» Assignment
Only an exact copy of every record counts as an answer.

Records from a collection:

--------------------------------

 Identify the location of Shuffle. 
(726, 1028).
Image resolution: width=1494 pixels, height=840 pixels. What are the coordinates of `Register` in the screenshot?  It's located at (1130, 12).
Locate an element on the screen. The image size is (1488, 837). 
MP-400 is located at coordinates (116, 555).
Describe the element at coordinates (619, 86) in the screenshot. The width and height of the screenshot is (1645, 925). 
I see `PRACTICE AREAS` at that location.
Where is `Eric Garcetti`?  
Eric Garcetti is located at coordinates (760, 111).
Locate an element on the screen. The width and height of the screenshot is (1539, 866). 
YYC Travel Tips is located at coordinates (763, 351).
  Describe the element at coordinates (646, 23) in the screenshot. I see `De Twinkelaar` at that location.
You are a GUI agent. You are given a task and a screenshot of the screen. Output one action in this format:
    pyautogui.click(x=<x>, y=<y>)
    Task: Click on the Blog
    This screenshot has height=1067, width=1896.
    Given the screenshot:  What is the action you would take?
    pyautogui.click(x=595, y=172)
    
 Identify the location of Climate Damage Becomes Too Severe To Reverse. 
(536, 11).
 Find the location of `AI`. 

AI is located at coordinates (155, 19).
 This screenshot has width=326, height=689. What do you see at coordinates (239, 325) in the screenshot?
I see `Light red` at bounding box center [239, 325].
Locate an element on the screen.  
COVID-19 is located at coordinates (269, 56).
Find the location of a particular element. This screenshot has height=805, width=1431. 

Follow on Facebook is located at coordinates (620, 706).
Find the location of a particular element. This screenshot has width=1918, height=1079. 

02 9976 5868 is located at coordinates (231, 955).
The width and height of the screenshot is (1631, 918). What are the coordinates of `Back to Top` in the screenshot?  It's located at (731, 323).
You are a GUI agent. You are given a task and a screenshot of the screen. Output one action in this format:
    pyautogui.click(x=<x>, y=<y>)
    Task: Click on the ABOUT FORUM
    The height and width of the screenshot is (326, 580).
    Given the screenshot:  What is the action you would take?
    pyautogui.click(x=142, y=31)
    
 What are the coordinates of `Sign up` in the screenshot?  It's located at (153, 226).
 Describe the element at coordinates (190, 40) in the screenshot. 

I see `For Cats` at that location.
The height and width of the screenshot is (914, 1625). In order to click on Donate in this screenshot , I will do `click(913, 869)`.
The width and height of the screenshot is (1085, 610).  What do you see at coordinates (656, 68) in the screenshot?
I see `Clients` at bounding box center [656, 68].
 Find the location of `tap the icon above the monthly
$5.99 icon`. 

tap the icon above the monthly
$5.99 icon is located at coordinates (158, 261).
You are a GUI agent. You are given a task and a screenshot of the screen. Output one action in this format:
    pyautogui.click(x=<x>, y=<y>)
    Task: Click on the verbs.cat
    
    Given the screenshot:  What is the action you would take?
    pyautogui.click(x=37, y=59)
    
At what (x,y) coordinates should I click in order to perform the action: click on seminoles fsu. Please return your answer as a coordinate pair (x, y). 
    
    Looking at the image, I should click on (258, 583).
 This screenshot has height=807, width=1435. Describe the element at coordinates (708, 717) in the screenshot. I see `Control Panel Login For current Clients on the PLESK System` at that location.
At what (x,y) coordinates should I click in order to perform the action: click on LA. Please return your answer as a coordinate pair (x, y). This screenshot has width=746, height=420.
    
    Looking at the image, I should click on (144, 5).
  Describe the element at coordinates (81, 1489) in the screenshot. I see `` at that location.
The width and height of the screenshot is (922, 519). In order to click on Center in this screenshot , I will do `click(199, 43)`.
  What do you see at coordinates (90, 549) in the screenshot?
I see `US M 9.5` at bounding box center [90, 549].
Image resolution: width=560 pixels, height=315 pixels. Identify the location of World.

--------------------------------

» Completed exercise
 Identify the location of Shuffle. 
(726, 1028).
Image resolution: width=1494 pixels, height=840 pixels. What are the coordinates of `Register` in the screenshot?  It's located at (1130, 12).
Locate an element on the screen. The image size is (1488, 837). 
MP-400 is located at coordinates (116, 555).
Describe the element at coordinates (619, 86) in the screenshot. The width and height of the screenshot is (1645, 925). 
I see `PRACTICE AREAS` at that location.
Where is `Eric Garcetti`?  
Eric Garcetti is located at coordinates (760, 111).
Locate an element on the screen. The width and height of the screenshot is (1539, 866). 
YYC Travel Tips is located at coordinates (763, 351).
  Describe the element at coordinates (646, 23) in the screenshot. I see `De Twinkelaar` at that location.
You are a GUI agent. You are given a task and a screenshot of the screen. Output one action in this format:
    pyautogui.click(x=<x>, y=<y>)
    Task: Click on the Blog
    This screenshot has height=1067, width=1896.
    Given the screenshot:  What is the action you would take?
    pyautogui.click(x=595, y=172)
    
 Identify the location of Climate Damage Becomes Too Severe To Reverse. 
(536, 11).
 Find the location of `AI`. 

AI is located at coordinates (155, 19).
 This screenshot has width=326, height=689. What do you see at coordinates (239, 325) in the screenshot?
I see `Light red` at bounding box center [239, 325].
Locate an element on the screen.  
COVID-19 is located at coordinates (269, 56).
Find the location of a particular element. This screenshot has height=805, width=1431. 

Follow on Facebook is located at coordinates (620, 706).
Find the location of a particular element. This screenshot has width=1918, height=1079. 

02 9976 5868 is located at coordinates (231, 955).
The width and height of the screenshot is (1631, 918). What are the coordinates of `Back to Top` in the screenshot?  It's located at (731, 323).
You are a GUI agent. You are given a task and a screenshot of the screen. Output one action in this format:
    pyautogui.click(x=<x>, y=<y>)
    Task: Click on the ABOUT FORUM
    The height and width of the screenshot is (326, 580).
    Given the screenshot:  What is the action you would take?
    pyautogui.click(x=142, y=31)
    
 What are the coordinates of `Sign up` in the screenshot?  It's located at (153, 226).
 Describe the element at coordinates (190, 40) in the screenshot. 

I see `For Cats` at that location.
The height and width of the screenshot is (914, 1625). In order to click on Donate in this screenshot , I will do `click(913, 869)`.
The width and height of the screenshot is (1085, 610).  What do you see at coordinates (656, 68) in the screenshot?
I see `Clients` at bounding box center [656, 68].
 Find the location of `tap the icon above the monthly
$5.99 icon`. 

tap the icon above the monthly
$5.99 icon is located at coordinates (158, 261).
You are a GUI agent. You are given a task and a screenshot of the screen. Output one action in this format:
    pyautogui.click(x=<x>, y=<y>)
    Task: Click on the verbs.cat
    
    Given the screenshot:  What is the action you would take?
    pyautogui.click(x=37, y=59)
    
At what (x,y) coordinates should I click in order to perform the action: click on seminoles fsu. Please return your answer as a coordinate pair (x, y). 
    
    Looking at the image, I should click on (258, 583).
 This screenshot has height=807, width=1435. Describe the element at coordinates (708, 717) in the screenshot. I see `Control Panel Login For current Clients on the PLESK System` at that location.
At what (x,y) coordinates should I click in order to perform the action: click on LA. Please return your answer as a coordinate pair (x, y). This screenshot has width=746, height=420.
    
    Looking at the image, I should click on (144, 5).
  Describe the element at coordinates (81, 1489) in the screenshot. I see `` at that location.
The width and height of the screenshot is (922, 519). In order to click on Center in this screenshot , I will do `click(199, 43)`.
  What do you see at coordinates (90, 549) in the screenshot?
I see `US M 9.5` at bounding box center [90, 549].
Image resolution: width=560 pixels, height=315 pixels. Identify the location of World.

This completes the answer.